PositiveThe MillionsIf you’re a slob, you’re a pig. If you’re sneaky, you’re a weasel. Cowards are chickens, and followers are sheep or lemmings. If you give bad loans, you’re a shark. If you’re fat, you’re a cow, or maybe a whale. If you’re lazy, you’re a sloth. Crazy folks are batty; people who talk shit are catty. Villains are snakes, women are bitches, and the lowest of low are dogs ... In the English language, at least, being compared to an animal is rarely a compliment ... In fact, comparing people to animals isn’t just unflattering, but dangerous. According to Genocide Watch, equating members of an ethnic group with animals, vermin, insects, or diseases is the third stage of genocide...During the Holocaust, Jews were called rats; during the Rwandan genocide, Tutsis were called cockroaches. This made them easier to kill: They weren’t humans. They were animals. They were less ... In Montgomery’s new book How to Be a Good Creature: A Memoir in Thirteen Animals, (Montgomery) focuses her observant eye on her own life and the creatures that shaped her ... In her memoir, Montgomery argues the point that not only should being compared to an animal be taken as a compliment, but we should be humbled in the presence of our fellow creatures. We have so much to learn from them.
Rebecca Traister
RaveElectric Literature\"Her new book, Good and Mad: The Revolutionary Power of Women’s Anger, is yet another example of Traister’s diligent reporting and thorough researching. The connections she makes between contemporary and historic events and figures are both unexpected and exciting, and also completely logical ... But perhaps the most mind-blowing thing about Good and Mad was that after reading this book, a manifesto by a far-left-leaning writer, I found I better understood my extreme-right-wing grandmother ... There is something powerful about understanding another woman’s anger, and also about channeling my own anger into a force for revolution. Good and Mad showed me the way.\
Daisy Johnson
RaveThe RumpusWhile Johnson should not necessarily be classified as a horror writer, her gothic fiction embraces some of the most terrifying elements of the real world and mixes them with the stuff of nightmares ... commonplace feelings are cloaked in the surreal elements of Johnson’s world. A teenager struggling with an eating disorder starves herself into an eel. A boy who likes to get drunk and pick fights morphs into a bloodthirsty fox. A girl falls in love with another girl, and the house she lives in becomes jealous ... Some stories are stronger than others. The ones heavily charged with surrealism—where magic is accepted as part of everyday life, where souls move between people and animals—stayed with me the longest ... To read Johnson’s stories is to live in dreams, at once both disturbing and comforting.
Melissa Broder
RaveThe Rumpus[So Sad Today] is just her own experience, her own neuroses, her own fears. It’s all me, me, me, and, my god, it’s beautiful ... This book is a reminder that you’re not alone. Cry with Broder. Let it out. She is here for you.
Mona Awad
RaveThe Rumpus...when Lizzie is thin that the book becomes truly painful to read, because Lizzie’s hurt is so tangible. Her hunger is palpable to the point that I found myself starving with her. The gnawing in my stomach would become so intense while I was reading, that I would frequently put down the book to get up and make myself food.
Ludmila Ulitskaya
PositiveThe RumpusWhile reading The Big Green Tent, it wouldn’t hurt to follow your high school English teacher’s advice and make a list of characters to reference while reading. But this range of characters and connections is what makes The Big Green Tent great.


Nothing but the records, copied exactly and stripped of pictures, should be in the answer.

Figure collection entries
------------------------
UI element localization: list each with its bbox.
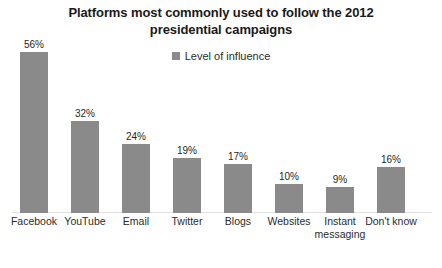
bar-category-label: Websites	[261, 215, 317, 228]
bar-rect[interactable]	[224, 164, 252, 213]
bar-category-label: Don't know	[363, 215, 419, 228]
bar-category-label: Email	[108, 215, 164, 228]
bar-column: 19%	[161, 23, 213, 213]
bar-column: 32%	[59, 23, 111, 213]
bar-group[interactable]: 56%Facebook	[8, 23, 60, 213]
bar-group[interactable]: 32%YouTube	[59, 23, 111, 213]
bar-category-label: Instantmessaging	[312, 215, 368, 241]
bar-value-label: 32%	[75, 108, 95, 119]
bar-rect[interactable]	[20, 52, 48, 213]
bar-column: 16%	[365, 23, 417, 213]
bar-group[interactable]: 9%Instantmessaging	[314, 23, 366, 213]
bar-category-label-line-1: Twitter	[159, 215, 215, 228]
bar-rect[interactable]	[326, 187, 354, 213]
bar-value-label: 17%	[228, 151, 248, 162]
bar-category-label-line-1: Instant	[312, 215, 368, 228]
bar-value-label: 10%	[279, 171, 299, 182]
bar-category-label-line-1: Blogs	[210, 215, 266, 228]
bar-category-label-line-2: messaging	[312, 228, 368, 241]
bar-value-label: 16%	[381, 154, 401, 165]
bar-group[interactable]: 24%Email	[110, 23, 162, 213]
bar-rect[interactable]	[173, 158, 201, 213]
bar-chart: Platforms most commonly used to follow t…	[0, 0, 442, 268]
bar-category-label: Blogs	[210, 215, 266, 228]
bar-category-label: Twitter	[159, 215, 215, 228]
bar-value-label: 56%	[24, 39, 44, 50]
bar-rect[interactable]	[122, 144, 150, 213]
bar-category-label: Facebook	[6, 215, 62, 228]
bar-value-label: 9%	[333, 174, 347, 185]
bar-column: 17%	[212, 23, 264, 213]
bar-category-label-line-1: YouTube	[57, 215, 113, 228]
bar-column: 9%	[314, 23, 366, 213]
bar-value-label: 24%	[126, 131, 146, 142]
bar-rect[interactable]	[275, 184, 303, 213]
bar-column: 24%	[110, 23, 162, 213]
bar-column: 56%	[8, 23, 60, 213]
bar-group[interactable]: 19%Twitter	[161, 23, 213, 213]
bar-category-label-line-1: Websites	[261, 215, 317, 228]
bar-category-label-line-1: Don't know	[363, 215, 419, 228]
bar-category-label-line-1: Facebook	[6, 215, 62, 228]
bar-value-label: 19%	[177, 145, 197, 156]
bar-rect[interactable]	[71, 121, 99, 213]
bar-rect[interactable]	[377, 167, 405, 213]
bar-group[interactable]: 17%Blogs	[212, 23, 264, 213]
bar-category-label-line-1: Email	[108, 215, 164, 228]
bar-group[interactable]: 16%Don't know	[365, 23, 417, 213]
bar-group[interactable]: 10%Websites	[263, 23, 315, 213]
bar-category-label: YouTube	[57, 215, 113, 228]
plot-area: 56%Facebook32%YouTube24%Email19%Twitter1…	[0, 0, 442, 268]
bar-column: 10%	[263, 23, 315, 213]
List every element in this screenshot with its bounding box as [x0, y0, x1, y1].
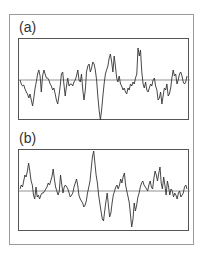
- panel-a-waveform: [19, 39, 190, 121]
- panel-a: [18, 38, 189, 120]
- panel-b-waveform: [19, 150, 190, 232]
- panel-a-label: (a): [19, 20, 36, 34]
- panel-b: [18, 149, 189, 231]
- panel-b-label: (b): [19, 131, 36, 145]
------------------------
▶ **Output for this task**:
UI element localization: list each with its bbox.
bar-category-label: Websites	[261, 215, 317, 228]
bar-rect[interactable]	[224, 164, 252, 213]
bar-category-label: Don't know	[363, 215, 419, 228]
bar-category-label: Email	[108, 215, 164, 228]
bar-column: 19%	[161, 23, 213, 213]
bar-column: 32%	[59, 23, 111, 213]
bar-group[interactable]: 56%Facebook	[8, 23, 60, 213]
bar-group[interactable]: 32%YouTube	[59, 23, 111, 213]
bar-category-label: Instantmessaging	[312, 215, 368, 241]
bar-value-label: 32%	[75, 108, 95, 119]
bar-rect[interactable]	[20, 52, 48, 213]
bar-column: 16%	[365, 23, 417, 213]
bar-group[interactable]: 9%Instantmessaging	[314, 23, 366, 213]
bar-category-label-line-1: Twitter	[159, 215, 215, 228]
bar-rect[interactable]	[326, 187, 354, 213]
bar-value-label: 17%	[228, 151, 248, 162]
bar-category-label-line-1: Instant	[312, 215, 368, 228]
bar-value-label: 10%	[279, 171, 299, 182]
bar-category-label-line-1: Blogs	[210, 215, 266, 228]
bar-category-label-line-2: messaging	[312, 228, 368, 241]
bar-value-label: 16%	[381, 154, 401, 165]
bar-group[interactable]: 24%Email	[110, 23, 162, 213]
bar-rect[interactable]	[173, 158, 201, 213]
bar-chart: Platforms most commonly used to follow t…	[0, 0, 442, 268]
bar-category-label: Blogs	[210, 215, 266, 228]
bar-category-label: Twitter	[159, 215, 215, 228]
bar-value-label: 56%	[24, 39, 44, 50]
bar-rect[interactable]	[122, 144, 150, 213]
bar-category-label: Facebook	[6, 215, 62, 228]
bar-value-label: 9%	[333, 174, 347, 185]
bar-column: 17%	[212, 23, 264, 213]
bar-category-label-line-1: YouTube	[57, 215, 113, 228]
bar-column: 9%	[314, 23, 366, 213]
bar-value-label: 24%	[126, 131, 146, 142]
bar-rect[interactable]	[275, 184, 303, 213]
bar-column: 24%	[110, 23, 162, 213]
bar-column: 56%	[8, 23, 60, 213]
bar-group[interactable]: 19%Twitter	[161, 23, 213, 213]
bar-category-label-line-1: Websites	[261, 215, 317, 228]
bar-category-label-line-1: Don't know	[363, 215, 419, 228]
bar-category-label-line-1: Facebook	[6, 215, 62, 228]
bar-value-label: 19%	[177, 145, 197, 156]
bar-rect[interactable]	[71, 121, 99, 213]
bar-rect[interactable]	[377, 167, 405, 213]
bar-group[interactable]: 17%Blogs	[212, 23, 264, 213]
bar-category-label-line-1: Email	[108, 215, 164, 228]
bar-group[interactable]: 16%Don't know	[365, 23, 417, 213]
bar-group[interactable]: 10%Websites	[263, 23, 315, 213]
bar-category-label: YouTube	[57, 215, 113, 228]
plot-area: 56%Facebook32%YouTube24%Email19%Twitter1…	[0, 0, 442, 268]
bar-column: 10%	[263, 23, 315, 213]
List every element in this screenshot with its bounding box as [x0, y0, x1, y1].
- panel-a-waveform: [19, 39, 190, 121]
- panel-a: [18, 38, 189, 120]
- panel-b-waveform: [19, 150, 190, 232]
- panel-a-label: (a): [19, 20, 36, 34]
- panel-b: [18, 149, 189, 231]
- panel-b-label: (b): [19, 131, 36, 145]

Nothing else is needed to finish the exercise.